Page 16 of Last Round

Bex: *GIF of people celebrating*

Bex: I knew it.

Me: Stop it. You know better than anyone. I’m the last girl Killian would ever think about in that way.

Bex: Test him.

Bex: Come over tonight. I’ve got a plan.

Me: What?

Bex: Do you trust me?

Me: With this? No…

Punishment

Killian

WouldIsayI’ma good guy? By Ma’s definition, that would be a resoundingno.

For starters, I quit going to church the instant I moved out of the house, and she couldn’t force me to attend anymore. The threat ofif you’re not dressed and in the car in five minutes, then you can pack your bagsdidn’t quite hit the same once I was paying my own rent.

Not to say getting out of church was the only reason I moved out, but it sure helped sway me to accept Sean’s offer to live with him. His invitation was less about getting me out from under Ma’s thumb, and more about him needing help after his dad passed.

I never missed a service before. Not even when I had chicken pox or that time I had mono. Ma insisted on extra bible studies when I got sick with thekissing disease. Let’s just say after that first Saturday night mass I skipped, I waited anxiously for a higher power to smite me down. The only smiting happened when Ma called and told me all the ways I’d disappointed her and how they would continue to pray for my damned soul in her group.

There was a time I was pissed at my brother Cian for enlisting in the Army the second he turned eighteen and determined Cassie and I were old enough to manage on our own. Ma had always been a bit eccentric, but she kicked it up several notches when he shipped out. At first, I understood. We were all scared. Except it never mellowed.

Although I might not be the devoted Catholic my mother is, guilt over my poor attendance still ate away at me. Not that I lacked faith, just wanted to explore it my own way.

To help alleviate my guilt, keep the nightmares at bay, and hopefully save my soul, I made sure to do good with the bad. In hopes it would outweigh or at least neutralize some of my miscreant ways.

Take the Lord’s name in vain: donate to charity.

Have premarital sex: drop nonperishables at the shelter.

Skip church: go to the local youth center and host a self-defense class.

Even when I’m not making up for my indiscretions, I’ve always been a charitable guy. Helping someone whenever I can, looking out for our neighborhood, protecting those in need. Not trying to be Batman or anything. We’ve just always been a tight-knit community and we look out for our own, how ever we can. It’s not always about beating up some asshole who got too handsy. Sometimes it’s about helping Mrs. Watson mow her lawn because she’s a ninety-year-old widow on a fixed income. Not that I do it myself. Instead, I pay Connor, the thirteen-year-old son of an overworked single mom. I got him set up to help Mrs. Watson. Now he has half the neighborhood hiring him and has started a small enterprise.

I understand none of this is exactly in line with the lessons Father Flannigan hoped to bestow upon me. But it has to count for something? Doesn’t it?

I used to believe it did. But now I’m not so sure.

Because, more recently, I can’t help but wonder if God is punishing me or the devil is tempting me to commit the ultimate sin…

Ma might have written off my soul long ago—granted, after her own indiscretions came to light last year, her holier-than-thoucomments don’t deliver the same punch—but there are some lines I never dreamed of crossing. Considering my reputation, that line is a brick wall buried in the darkest of forests. So high the top is lost in the stormy clouds. There ain’t much I won’t do. So, the things I deem wrong are the worst of the worst.

Yet I can’t look away. Every day the material of her skirt seems to disappear, and the tiny shirts she wears become impossibly smaller. Making her peaked nipples painfully visible each time she passes under the AC vent. I’ve started to contemplate how long it will take me to scale that impenetrable barrier I put around all those dirty deeds I think about doing to her.

This is cruel. It’s unusual. And for fuck’s sake, it’s a karmic punishment if I’ve ever seen one.

It’s been almost twenty years since I last stepped foot into good old Saint Pete’s, and each night for the past week, ever since I made that dumb comment about the uniforms, I’ve considered going and confessing all my sins. Spill every sordid detail. Seek my penance and pray for mercy because I’m about to break. Except even I doubt there are enough “Hail Marys” to save me from my eternal damnation.

As if the devil’s listening, Molly bends over the table, wiping it down. The six-inch strappy heels she’s wearing today mixed with the micro skirt give me—and every other asshole in here—a prime view of her lacy crimson panties.Fuck me.

She’s definitely not little Molly anymore.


§ What the task asks
Locate the word "nAcid" in the entries below, then gather every line that holds it.

§ Given entries
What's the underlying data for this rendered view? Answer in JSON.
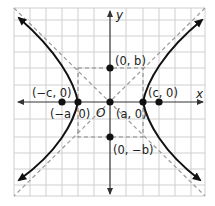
{
  "figure": {
    "type": "hyperbola-diagram",
    "axes": {
      "x_label": "x",
      "y_label": "y",
      "origin_label": "O"
    },
    "points": [
      {
        "id": "b_pos",
        "label": "(0, b)"
      },
      {
        "id": "b_neg",
        "label": "(0, −b)"
      },
      {
        "id": "c_neg",
        "label": "(−c, 0)"
      },
      {
        "id": "c_pos",
        "label": "(c, 0)"
      },
      {
        "id": "a_neg",
        "label": "(−a, 0)"
      },
      {
        "id": "a_pos",
        "label": "(a, 0)"
      }
    ],
    "colors": {
      "curve": "#111111",
      "grid": "#c8c8c8",
      "asymptote": "#9a9a9a",
      "axis": "#333333"
    }
  }
}
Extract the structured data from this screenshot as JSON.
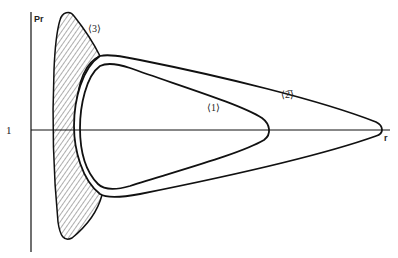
{
  "diagram": {
    "axes": {
      "y_label": "Pr",
      "x_label": "r",
      "y_tick_label": "1"
    },
    "regions": [
      {
        "id": "1",
        "label": "⟨1⟩"
      },
      {
        "id": "2",
        "label": "⟨2̅⟩"
      },
      {
        "id": "3",
        "label": "⟨3⟩"
      }
    ],
    "colors": {
      "line": "#111111",
      "background": "#ffffff"
    }
  }
}
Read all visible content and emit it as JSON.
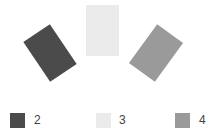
{
  "cards": [
    {
      "id": "2",
      "color": "#4b4b4b",
      "cx": 49.5,
      "cy": 53,
      "w": 32,
      "h": 48,
      "rotate": -34
    },
    {
      "id": "3",
      "color": "#ebebeb",
      "cx": 102.5,
      "cy": 30.5,
      "w": 33,
      "h": 51,
      "rotate": 0
    },
    {
      "id": "4",
      "color": "#9a9a9a",
      "cx": 155.5,
      "cy": 52.5,
      "w": 32,
      "h": 48,
      "rotate": 36
    }
  ],
  "legend": [
    {
      "label": "2",
      "color": "#4b4b4b",
      "swatch_x": 10,
      "label_x": 34
    },
    {
      "label": "3",
      "color": "#ebebeb",
      "swatch_x": 96,
      "label_x": 119
    },
    {
      "label": "4",
      "color": "#9a9a9a",
      "swatch_x": 175,
      "label_x": 199
    }
  ]
}
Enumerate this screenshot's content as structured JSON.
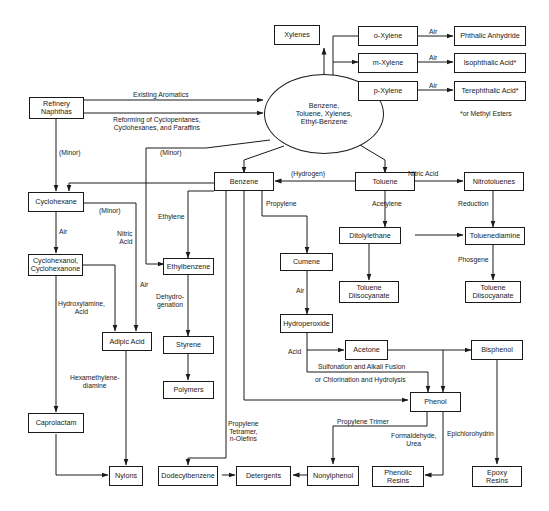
{
  "diagram": {
    "source": {
      "refinery": "Refinery\nNaphthas"
    },
    "hub": {
      "aromatics": "Benzene,\nToluene, Xylenes,\nEthyl-Benzene"
    },
    "nodes": {
      "xylenes": "Xylenes",
      "o_xylene": "o-Xylene",
      "m_xylene": "m-Xylene",
      "p_xylene": "p-Xylene",
      "phthalic_anhydride": "Phthalic Anhydride",
      "isophthalic_acid": "Isophthalic Acid*",
      "terephthalic_acid": "Terephthalic Acid*",
      "benzene": "Benzene",
      "toluene": "Toluene",
      "nitrotoluenes": "Nitrotoluenes",
      "cyclohexane": "Cyclohexane",
      "cyclohexanol": "Cyclohexanol,\nCyclohexanone",
      "adipic_acid": "Adipic Acid",
      "caprolactam": "Caprolactam",
      "nylons": "Nylons",
      "ethylbenzene": "Ethylbenzene",
      "styrene": "Styrene",
      "polymers": "Polymers",
      "cumene": "Cumene",
      "hydroperoxide": "Hydroperoxide",
      "acetone": "Acetone",
      "bisphenol": "Bisphenol",
      "phenol": "Phenol",
      "ditolylethane": "Ditolylethane",
      "toluenediamine": "Toluenediamine",
      "tdi_left": "Toluene\nDiisocyanate",
      "tdi_right": "Toluene\nDiisocyanate",
      "dodecylbenzene": "Dodecylbenzene",
      "detergents": "Detergents",
      "nonylphenol": "Nonylphenol",
      "phenolic_resins": "Phenolic\nResins",
      "epoxy_resins": "Epoxy\nResins"
    },
    "edge_labels": {
      "existing_aromatics": "Existing Aromatics",
      "reforming": "Reforming of Cyclopentanes,\nCyclohexanes, and Paraffins",
      "air_o": "Air",
      "air_m": "Air",
      "air_p": "Air",
      "footnote": "*or Methyl Esters",
      "minor_left": "(Minor)",
      "minor_mid": "(Minor)",
      "minor_cyclo": "(Minor)",
      "hydrogen": "(Hydrogen)",
      "nitric_acid_toluene": "Nitric Acid",
      "ethylene": "Ethylene",
      "propylene": "Propylene",
      "acetylene": "Acetylene",
      "reduction": "Reduction",
      "phosgene": "Phosgene",
      "air_cyclohexane": "Air",
      "nitric_acid_adipic": "Nitric\nAcid",
      "air_adipic": "Air",
      "hydroxylamine": "Hydroxylamine,\nAcid",
      "dehydrogenation": "Dehydro-\ngenation",
      "air_cumene": "Air",
      "acid": "Acid",
      "sulfonation": "Sulfonation and Alkali Fusion",
      "chlorination": "or Chlorination and Hydrolysis",
      "hexamethylenediamine": "Hexamethylene-\ndiamine",
      "propylene_tetramer": "Propylene\nTetramer,\nn-Olefins",
      "propylene_trimer": "Propylene Trimer",
      "formaldehyde": "Formaldehyde,\nUrea",
      "epichlorohydrin": "Epichlorohydrin"
    }
  }
}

§ Task answer
      "nitric_acid_adipic": "Nitric\nAcid",
      "hydroxylamine": "Hydroxylamine,\nAcid",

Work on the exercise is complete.